Bio

Irina Cristescu’s practice resides at the volatile intersection of psychological inquiry and the architecture of identity. Her work, spanning painting, sculptural relief, and site-specific installation, functions as a recursive mapping of the "interior landscape", where the boundaries between memory, instinct, and environment are perpetually dissolved.

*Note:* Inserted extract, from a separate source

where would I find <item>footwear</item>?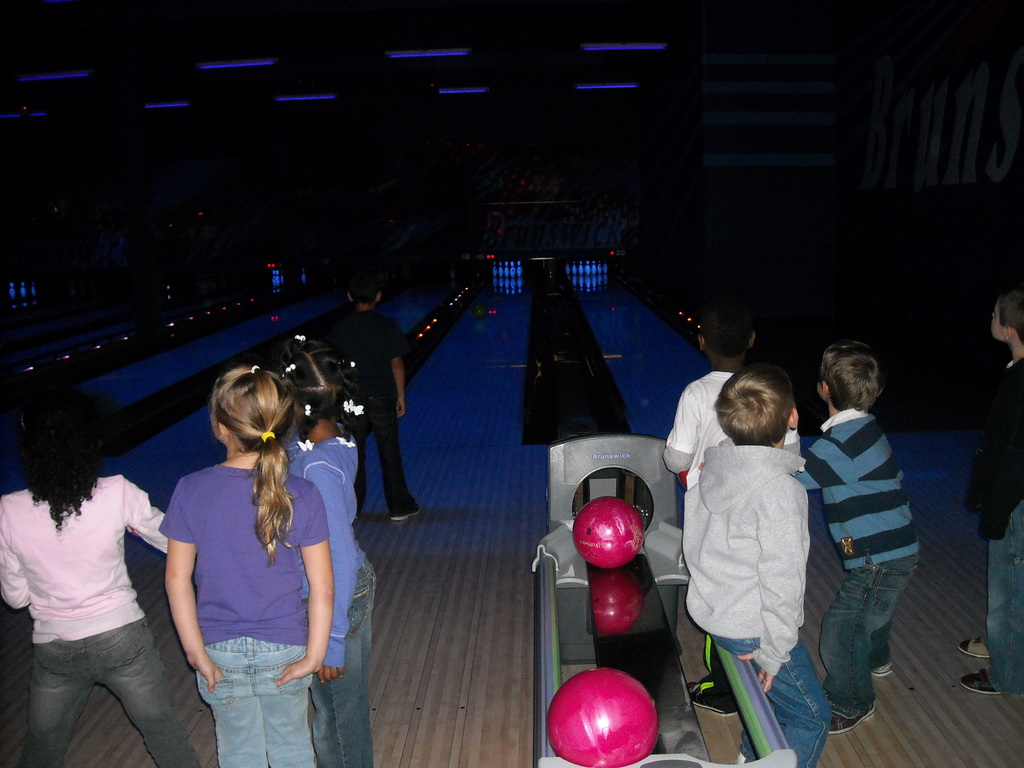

Educated at the University of Arts in Bucharest and Parsons School of Design in New York, Cristescu’s work is defined by a transatlantic friction. Her visual language is rooted in the rich surrealist and philosophical traditions of Eastern Europe while engaging with the global discourse of contemporary materiality. Her paintings act as dense, systemic networks; figures do not merely exist within the frame but are enacted through loops of gesture and repetition. This "choreography of the self" draws a sophisticated lineage from the hybrid anatomies of Victor Brauner and the psychic metamorphoses of Leonora Carrington, filtered through a contemporary engagement with Gilles Deleuze’s concepts of difference and Julia Kristeva’s theories of the abject and the boundary.

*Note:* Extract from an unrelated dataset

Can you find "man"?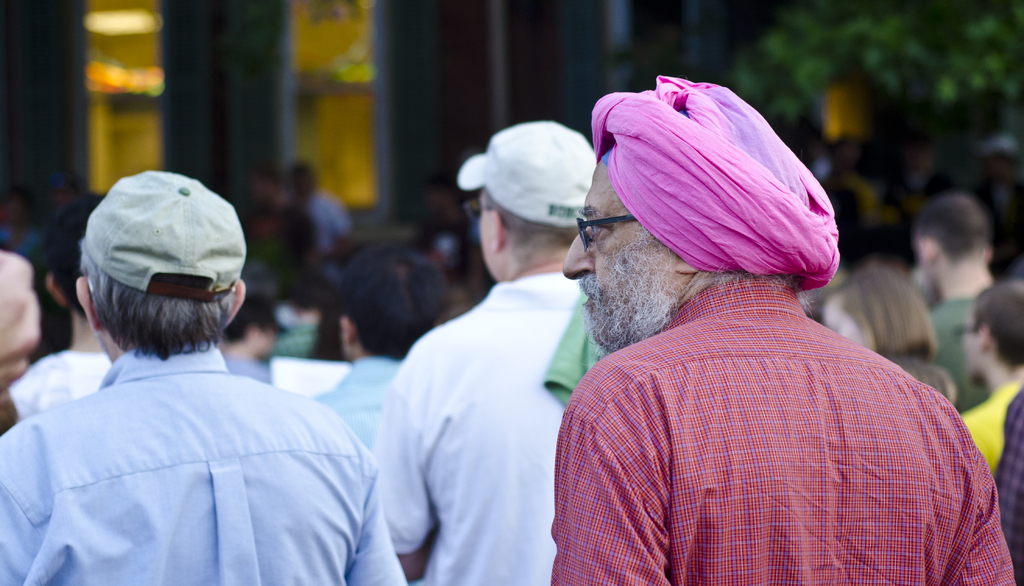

In her recent series, Cartographies of Sovereignty, Cristescu introduces a profound material dialogue by incorporating reclaimed wood from demolished domestic structures. These architectural fragments, carrying the "biological" residue of inherited lives, serve as the ontological foundation for her paintings. By embedding these artifacts of history into the work, Cristescu stages a confrontation between the "inherited structure" and the "emergence of awareness." Her work has been exhibited internationally, including key presentations in Japan, Switzerland and Romania, marking her as a compelling voice in the exploration of the contemporary subject.